United Strings of Europe: Through the Night
BIS

Building on the momentum generated by three earlier BIS releases (In Motion, Renewal, Tchaikovsky), the London-based United Strings of Europe (USE) and violinist/director Julian Azkoul now turn their attention to two seminal post-romantic works and four shorter pieces, all of them sharing a nocturnal thematic connection. Grounding Through the Night are Richard Strauss's Metamorphosen and Arnold Schoenberg's Verklärte Nacht, with string arrangements of vocal pieces by Maddelena Casulana, Carlo Gesualdo, and Henry Purcell and a new work by British composer Daniel Kidane rounding out the programme. While the material spans nearly 500 years, the seventy-eight-minute recording's united by the conviction with which each piece is delivered and the magnificent sound of the ensemble's lustrous strings.

Key to the album is the associated idea of the wee hours as a site for change and transformation, something literally referenced in Transfigured Night, the English title of Schoenberg's work. The idea likewise emerges in Metamorphosen, composed in the final year of World War II, and in Kidane's Be Still, the writing of which grew out of the recent COVID-19 pandemic. In all such cases, the notion of change, with all of the struggles it entails, is critical to understanding and appreciating the work in question.

Given the year when it was written, it's natural to tie the intended meaning of Metamorphosen to the end of WWII; its general theme, however, allows for other interpretations, making it possible for it to be seen as a self-reflection by Strauss as he neared the end of his life and anticipated whatever transformation death would bring. In writing ‘In Memoriam' at the end of the score (with a quote from the funeral march of Beethoven's ‘Eroica' Symphony), Strauss could just as easily have been referring to himself as to a world torn apart by death and destruction; certainly the work's elegiac dimension suggests a composer looking back and mourning what's been lost. The version the USE presents is an alluring new arrangement by violinist Éric Mouret for sixteen (as opposed to the original twenty-three) strings. The slightly smaller size allows for greater clarity and separation between the instruments; the ensemble is still large enough, however, to convey the epic grandeur of Strauss's conception and the splendour of its chromatic shifts. To monitor this towering work's organic unfolding is an experience that never fails to reward and absorb.

Rivaling it in dramatic impact is Verklärte Nacht, the version presented by the USE the 1943 one for string orchestra. Composed in just three weeks in the summer of 1899, the half-hour work is performed without pause, though its five component sections are clearly discernible. That it is so enduring is easy to explain when its emotional, Wagner-esque outpourings are so intense and its expressions of yearning so powerful. The 1896 poem of the same title by the composer's friend Richard Dehmel provides a programmatic analogue to the music: as a couple walk through a forest on a moonlit night, she reveals to her new partner that she's pregnant by another; instead of abandoning her, he promises he will love the child as his own. Progressing through contrasting episodes of serenity and turmoil, the work is at its most affecting during the escalating call-and-response declarations that imbue the second half with intense romantic longing, and the final five minutes of the USE's performance are particularly heavenly.

Metamorphosen and Verklärte Nacht cast huge shadows, but the shorter pieces nevertheless add to the recording in significant ways, diversity being one. Published in 1566 as part of a collection of madrigals (Il Desiderio libro primo), Casulana's Morir non può il mio cuore appears here in an arresting string arrangement by Simon Parkin that sees solo string quartet parts converging with the string orchestra to hymnal and haunting effect. Playing crotales, percussionist Beibei Wang joins the ensemble for the world premiere recording of Kidane's Be Still (2020), a delicate, shimmering, and tremulous tapestry inspired during the writing stage by T. S. Eliot's “Burnt Norton,” the first of his Four Quartets. Published in 1611, Gesualdo's spiritual madrigal Tristis est anima mea appears in a stirring arrangement by American composer and violinist Michi Wiancko. Through the Night closes on a plaintive note with a stirring Leopold Stokowski arrangement of Dido's Lament, taken from the tragic final scene in Purcell's opera Dido and Aeneas (1689).

The Strauss and Schoenberg pieces are admittedly oft-performed staples of the repertoire, but the USE, like any great ensemble, executes them with a high level of empathetic engagement that allows them to be heard afresh. When the group's strings swell dynamically in these terrific treatments, it's tempting to label them definitive; at the very least, they set an extremely high standard for others to match.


TASK DETAILS >> Nothing but the records, copied exactly and stripped of pictures, should be in the answer.
[[ DATA RECORDS open ]]
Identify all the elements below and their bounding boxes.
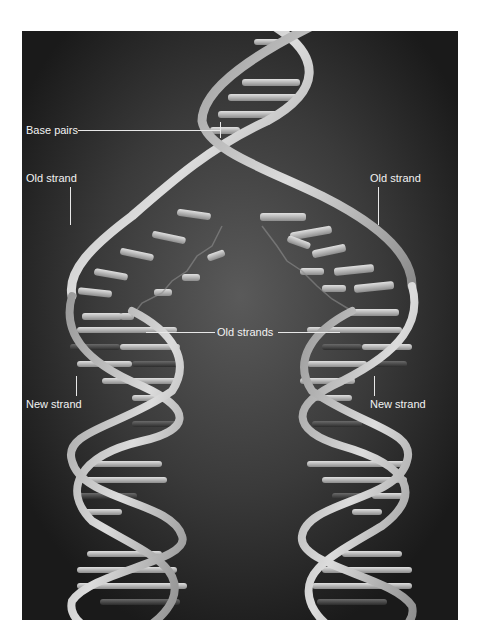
leader-old-strand-right <box>378 187 379 225</box>
diagram-panel: Base pairs Old strand Old strand Old str… <box>22 31 458 620</box>
label-new-strand-left: New strand <box>26 398 82 410</box>
leader-new-strand-left <box>76 376 77 396</box>
label-old-strands: Old strands <box>217 326 273 338</box>
leader-new-strand-right <box>374 376 375 396</box>
leader-old-strands-left <box>146 332 215 333</box>
label-old-strand-right: Old strand <box>370 172 421 184</box>
label-old-strand-left: Old strand <box>26 172 77 184</box>
leader-base-pairs <box>78 130 220 131</box>
leader-base-pairs-tick <box>220 122 221 138</box>
label-new-strand-right: New strand <box>370 398 426 410</box>
label-base-pairs: Base pairs <box>26 124 78 136</box>
leader-old-strands-right <box>278 332 340 333</box>
leader-old-strand-left <box>70 187 71 225</box>
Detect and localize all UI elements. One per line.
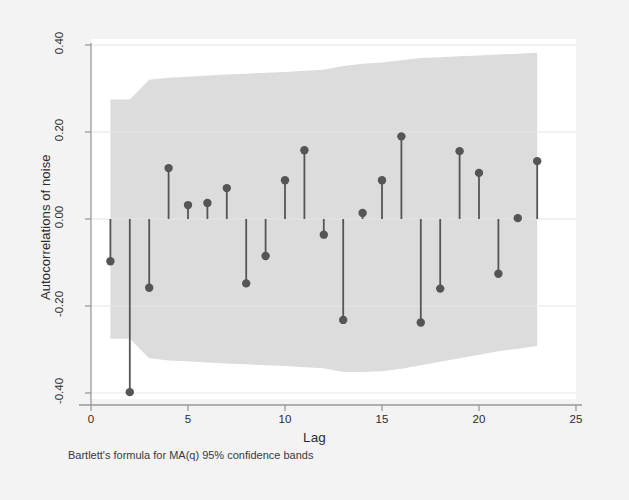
[[ DATA RECORDS closed ]]
RESULT OF THIS EXERCISE >>
Identify all the elements below and their bounding boxes.
leader-old-strand-right <box>378 187 379 225</box>
diagram-panel: Base pairs Old strand Old strand Old str… <box>22 31 458 620</box>
label-new-strand-left: New strand <box>26 398 82 410</box>
leader-new-strand-left <box>76 376 77 396</box>
label-old-strands: Old strands <box>217 326 273 338</box>
leader-new-strand-right <box>374 376 375 396</box>
leader-old-strands-left <box>146 332 215 333</box>
label-old-strand-right: Old strand <box>370 172 421 184</box>
label-old-strand-left: Old strand <box>26 172 77 184</box>
leader-base-pairs <box>78 130 220 131</box>
leader-base-pairs-tick <box>220 122 221 138</box>
label-new-strand-right: New strand <box>370 398 426 410</box>
label-base-pairs: Base pairs <box>26 124 78 136</box>
leader-old-strands-right <box>278 332 340 333</box>
leader-old-strand-left <box>70 187 71 225</box>
Detect and localize all UI elements. One per line.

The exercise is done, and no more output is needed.